Why Change Is So Scary For Retailers — And How They Need To Overcome The Fear
By Andi Simon, Simon Associates
You don’t have to look far to see the massive changes that brick-and-mortar retailers face today. The challenges are everywhere. Generations that used to buy goods from actual stores are being replaced by waves of people, particularly Millennials, who have mastered the art of online shopping. E-Commerce providers have enormous power. And manufacturers are going directly to end users, cutting out the retailer altogether. Creating even more pain is the pressure to hold onto talented employees to serve those few customers who are still visiting stores.
The pain of change for retailers is real, and only getting worse.
Why haven’t retailers seen the changes coming all around them and adapted to them, not fled from them? They remain stuck, reluctant to abandon what they’ve always known, resistant to change and scared of what the future brings.
5 BIG Reasons Why Change Is So Scary
1. The power
of the herd. As humans have evolved, we have stuck close to others like
ourselves, whether you call it a tribe or a community or a “herd.”
2. The data is talking to you. Can you hear it? Take a look at this 2014 trend analysis of e-Commerce purchases and mall foot traffic. Clearly, the decline of brick and mortars has been coming for a while. What were retailers watching? The data was speaking to them but they chose not to listen.
3. Habits are comfortable. Our brains are habit-driven. As Charles Duhigg wrote in “The Power of Habit,” we have brains that are most comfortable when our habits take over. Yes, the brain is plastic and we can learn new things, it just takes effort — and a little pain.
4. Your brain hates to change. Your brain uses 25% of your body’s energy. By the time you are 30, you’ve created your personal mind map of reality that is your “truth.” You sort what you see and hear and experience, based on how these fit your mind map. Change literally creates chemical reactions in the brain that say “stop that.”
5. It’s not a crisis — yet! We often tell clients that they have a hard time changing unless there is a crisis or they create one. David Rock and Jeffrey Schwartz describe this in detail in Neurosciences and Leadership.
What Do You Do? Flee? Fight? Or Embrace The Changes?
Change is not going away and the future is upon us. That said, here are some effective change strategies that retailers might be ready to try, now that the crisis is upon them.
1. The end of competitive advantage. Forget the competition. What are you going to do to open a new market space by adding value innovatively? That does not mean another sale. It means you must step out and look at the consumer with fresh eyes. What does he/she really need? Think Starbucks, Amazon, even Uber.
2. Speed and ease. Let’s face it, today’s fast-paced lifestyle has taken over. What can the retailer do to make “speed and ease” their strategy?
3. Become a platform, not a retailer. We met with prospective clients recently who once worked at jewelry stores that have closed. Now, they are creating a concierge service to connect consumers who want to buy jewelry with the purveyors of beautiful diamonds and rubies. No inventory. No retail space. Just a service like Uber connecting those with a need with those with a solution.
4. Nonusers await you. Who is not using you but could? Why are they avoiding you? Did they try you once and never came back? That is a market awaiting you, so refocus beyond your current customer.
5. Unmet needs. Even your current customers have unmet needs. Spend a day in their life as an anthropologist might, and watch and listen. Focus not on what they are doing with you or other retailers but on what they could do with you and what you could do for them—albeit differently.
Time To Re-Imagine Retail
The times they are a-changin’, as Bob Dylan sang to us many years ago. Perhaps it is time to embrace the changes and stop fighting them. Look around — opportunities await you!
Andi Simon, author of On the Brink: A Fresh Lens to Take Your Business to New Heights, is a corporate anthropologist and award-winning author. She is the founder and CEO of Simon Associates Management Consultants, designed over a decade ago to help companies use the tools of anthropology to better adapt to changing times. Simon, who works with clients globally, also is a public speaker who has addressed audiences throughout the world and is an Innovation Games facilitator and trainer. She has shared her expertise and insights at hundreds of workshops. Simon served as a tenured professor of anthropology and American studies at Ramapo College of New Jersey, and was a visiting professor teaching entrepreneurship at Washington University in St. Louis. Simon has appeared on “Good Morning America” and has been featured in the Washington Post and Business Week, and on Bloomberg Radio. She is a Huffington Post contributor and a blogger for Forbes.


What to do
All the entries need to be duplicated exactly, with the pictures omitted.

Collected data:
···

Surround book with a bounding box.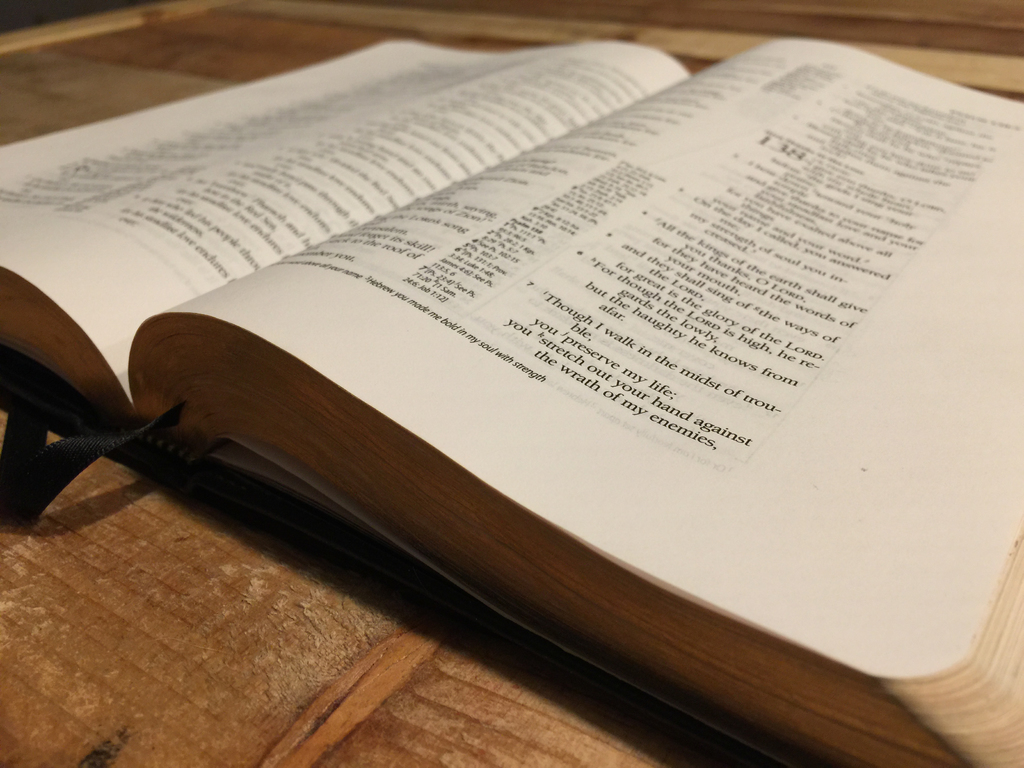
{"x1": 8, "y1": 43, "x2": 1003, "y2": 714}.
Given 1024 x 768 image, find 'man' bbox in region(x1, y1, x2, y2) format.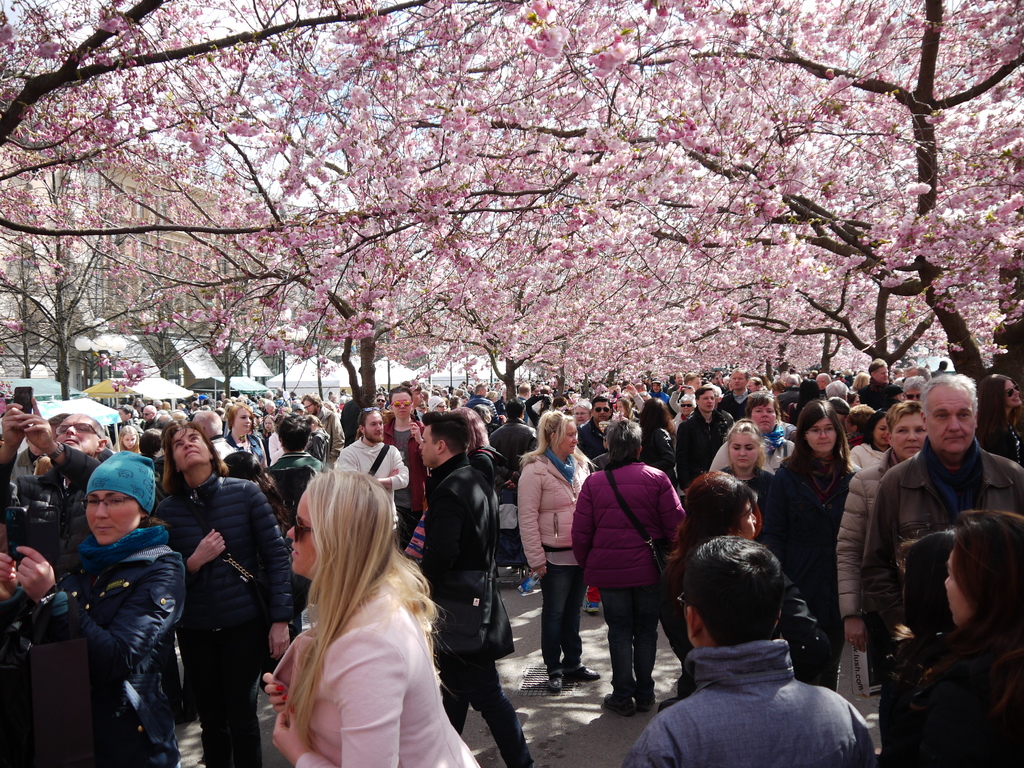
region(628, 543, 885, 764).
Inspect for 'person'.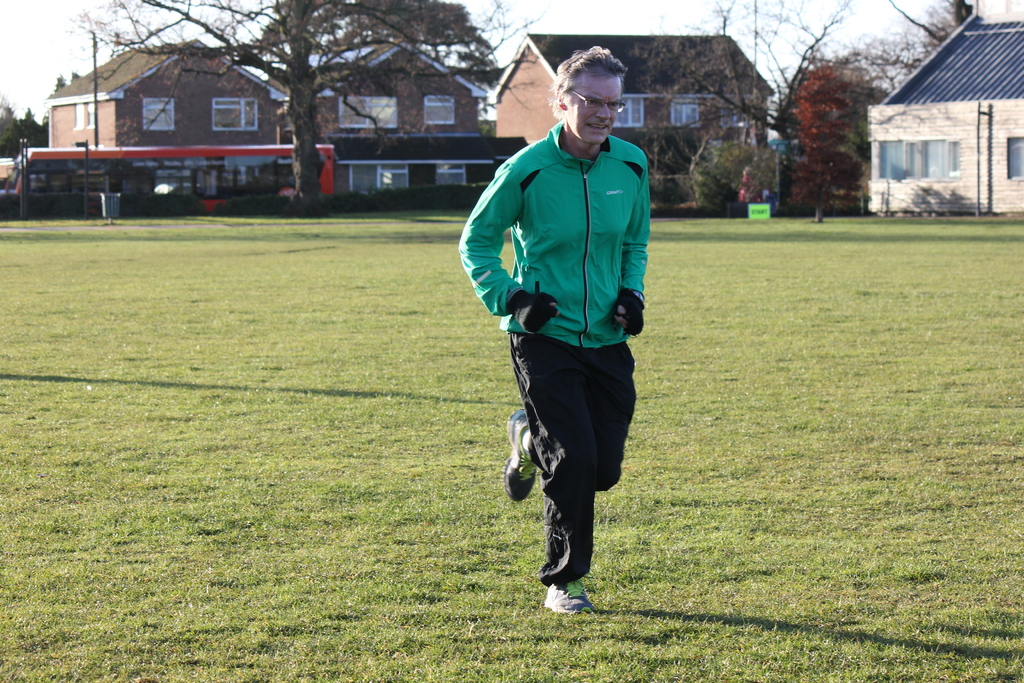
Inspection: {"left": 472, "top": 59, "right": 666, "bottom": 609}.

···

Answer area
Surround book with a bounding box.
{"x1": 8, "y1": 43, "x2": 1003, "y2": 714}.
Given 1024 x 768 image, find 'man' bbox in region(x1, y1, x2, y2) format.
region(628, 543, 885, 764).
Inspect for 'person'.
Inspection: {"left": 472, "top": 59, "right": 666, "bottom": 609}.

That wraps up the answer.